There is only one place in the United States to hold the world’s fair, and that is New York city. No one appreciates or admires the enterprise and energy of our great Western cities more than I do, but I am sure their populations will consent to put aside selfish considerations in order to make the exhibition of ’92 a credit to our republic in the highest degree. To expect every visitor to America to travel half way across the continent, after making the ocean journey, would have the same effect upon prospective visitors as the thought to an American of a journey to St. Petersburg instead of London. Aside from that, New York is our metropolis, and the foremost city of America in the best American sense. Again, in considering the financial success of the fair, we depend upon American visitors, upon the people who visit it, not once, but half a dozen or a score of times, and pay their admission each time. New York is virtually our centre of population. It is of easy access to the people of Boston, Philadelphia, Washington, Pittsburg, Baltimore, Bridgeport, and all the great cities of the East, whose combined population is probably twenty or one hundred times that in a similar radius around of any other city that has been mentioned for the exposition. The fair must not be off the island, however. The best site for it, in my judgment, is the one selected by the committee at the north end of Central Park.

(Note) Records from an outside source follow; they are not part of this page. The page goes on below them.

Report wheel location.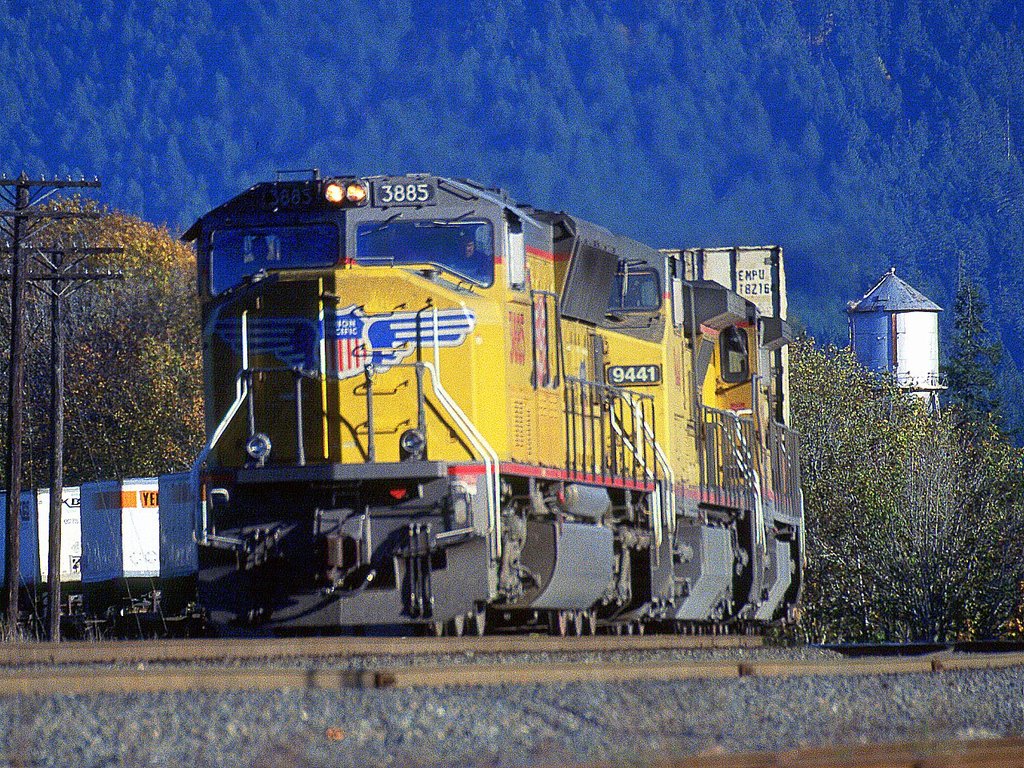
Report: [465,604,490,641].
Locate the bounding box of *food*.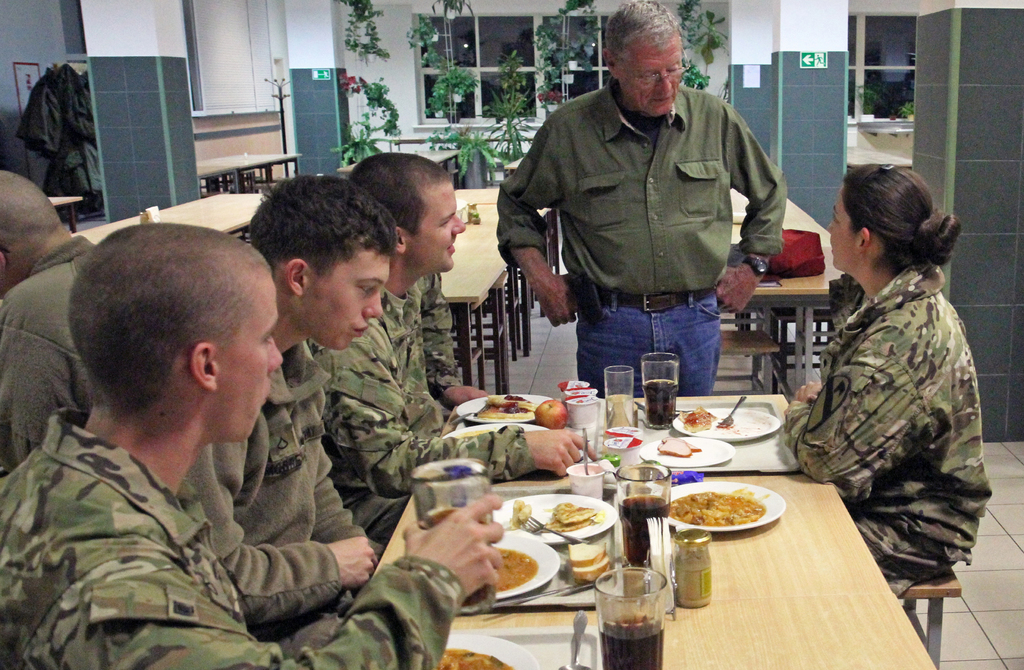
Bounding box: x1=567 y1=540 x2=609 y2=573.
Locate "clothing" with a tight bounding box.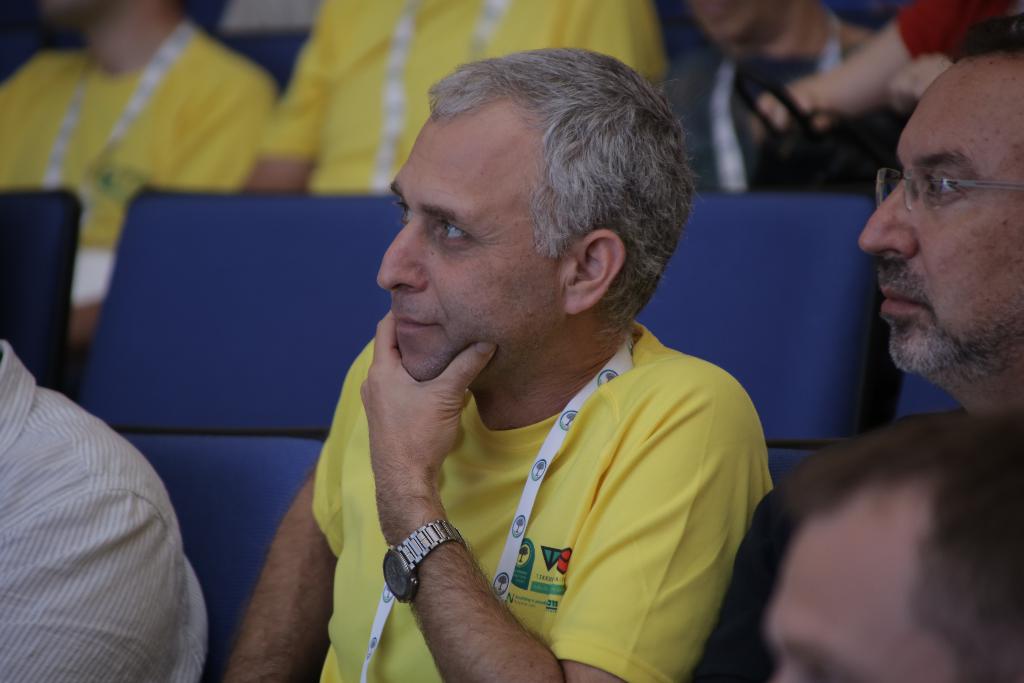
x1=0 y1=338 x2=207 y2=682.
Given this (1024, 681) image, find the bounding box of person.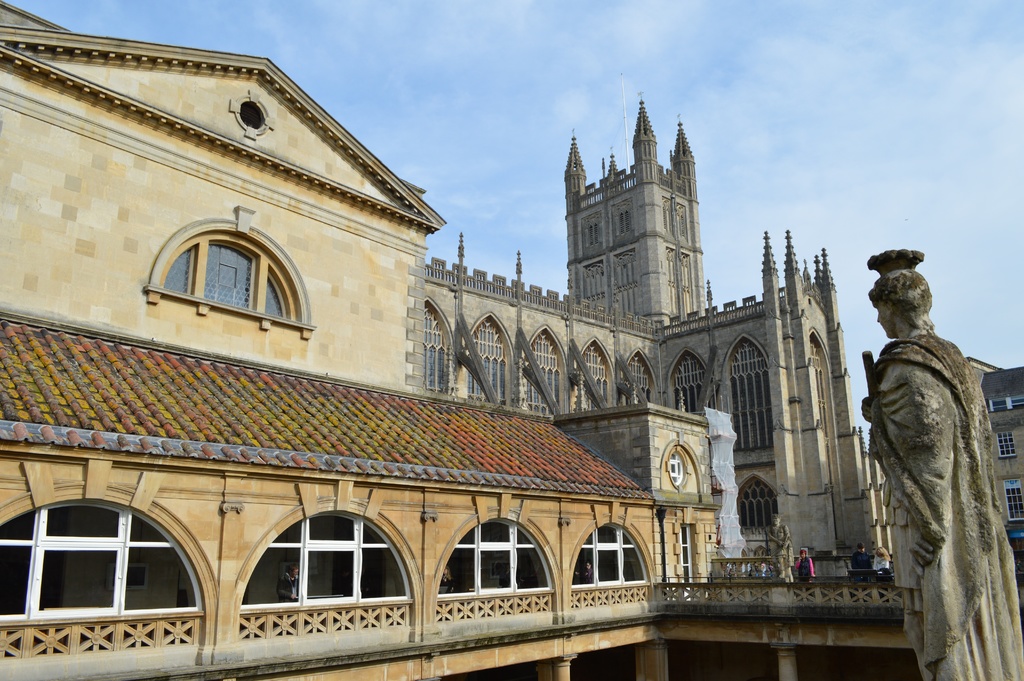
<bbox>871, 265, 1005, 666</bbox>.
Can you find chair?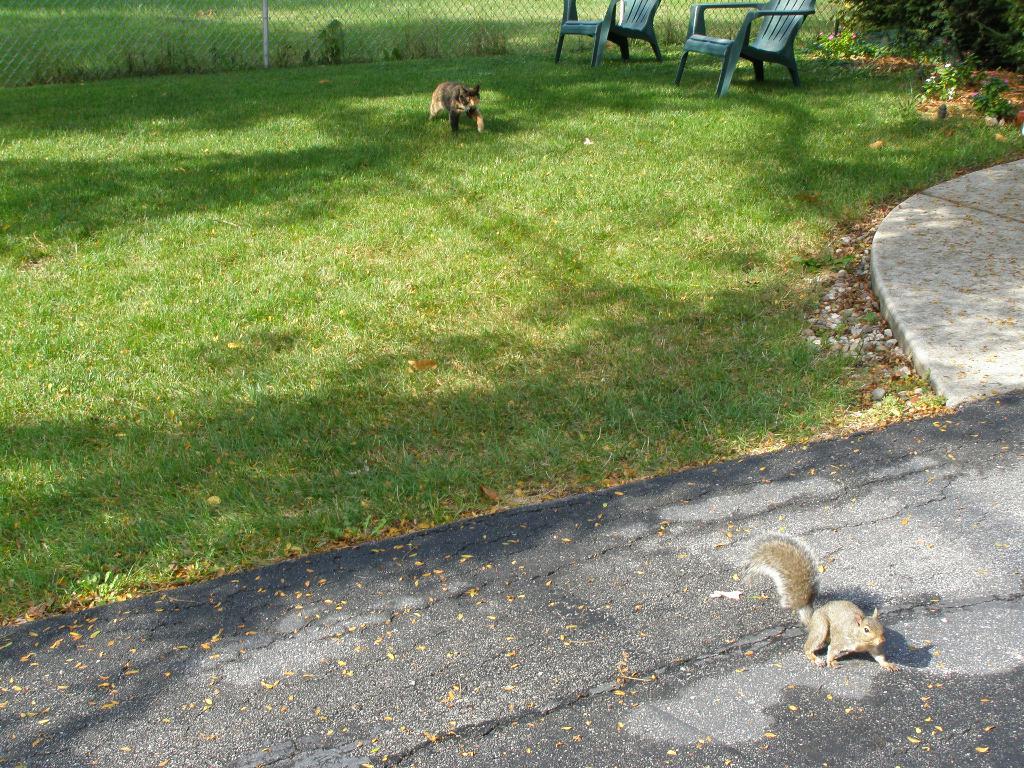
Yes, bounding box: bbox=(688, 0, 819, 79).
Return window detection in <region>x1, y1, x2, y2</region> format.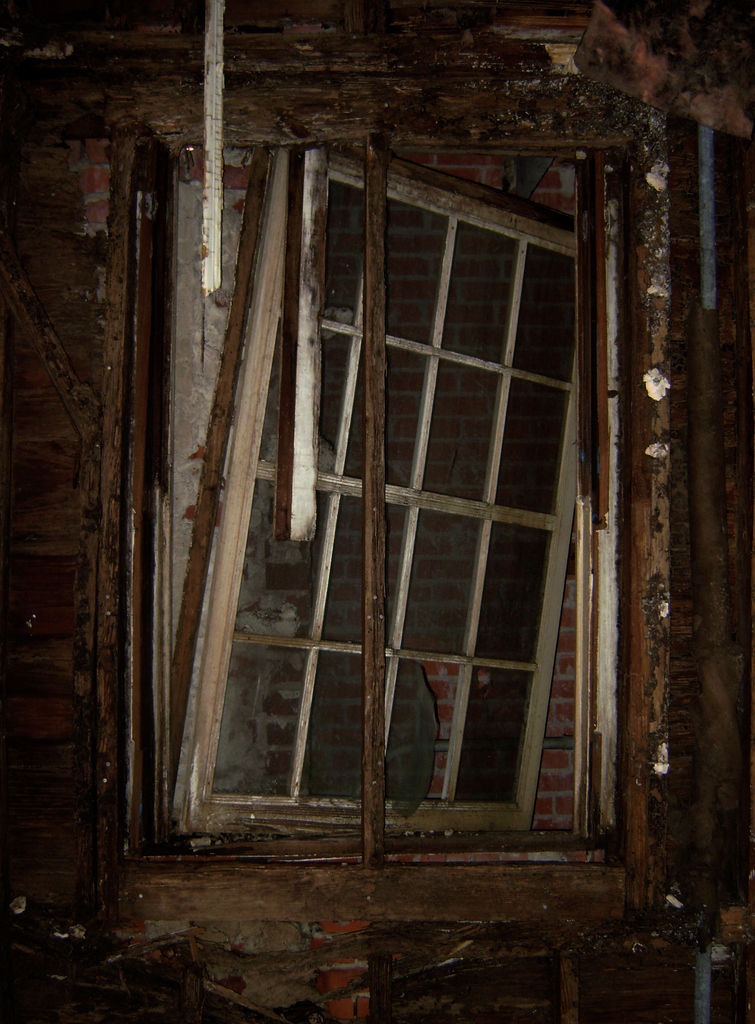
<region>76, 49, 695, 905</region>.
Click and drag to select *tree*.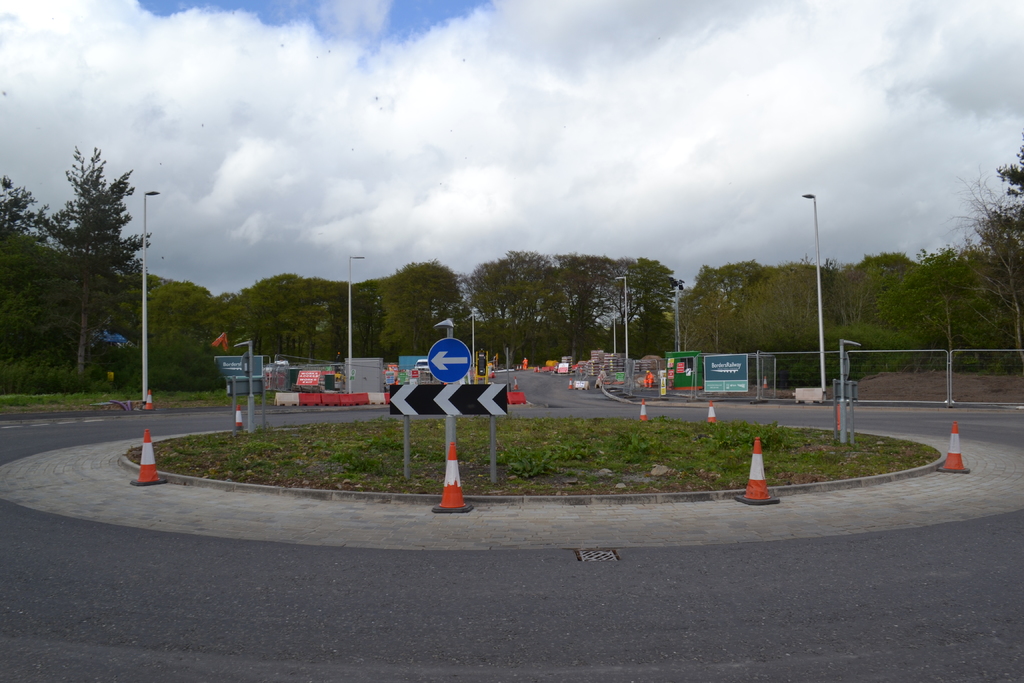
Selection: 0,147,1023,385.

What novel feature would I propose? Now, I will present the Fair Committee with one of my ideas–an idea that might bring me in a million of money. In the museum at Boolak, in Egypt, lies the mummy fled corpse of Rameses II, the Pharaoh of the Exodus, with that of his daughter, the saviour of Moses, and other less distinguished of the royal Egyptian family of that era. I had authorized an agent to offer the Egyptian Government as much as $100,000 to allow me to exhibit those remains in Europe and the United States. I will relinguish [sic] my right of priority of claim in the idea to the Fair Committee. Let them obtain the loan of these mortuary relics from the Egyptian Government, and allow the Khedive to send his own soldiers to guard the coffins. Think of the stupendousness of the incongruity! To exhibit to the people of the nineteenth century, in a country not discovered until 2,000 or 3,000 years after his death, the corpse of the king of whom we have the earliest record! Consider, too, that that corpse is so perfectly preserved after thousands of years in the tomb that its features are almost perfect; so perfect that every man, woman, and child who looks upon the mummy may know the countenance of the despot who exerted so great an influence upon the history of the world. And it might be a useful thought to this generation, proud of its scientific and mechanical triumphs, to bear in mind that the art that embalmed the body of Rameses so perfectly is lost, with a great many others that were known to remote antiquity.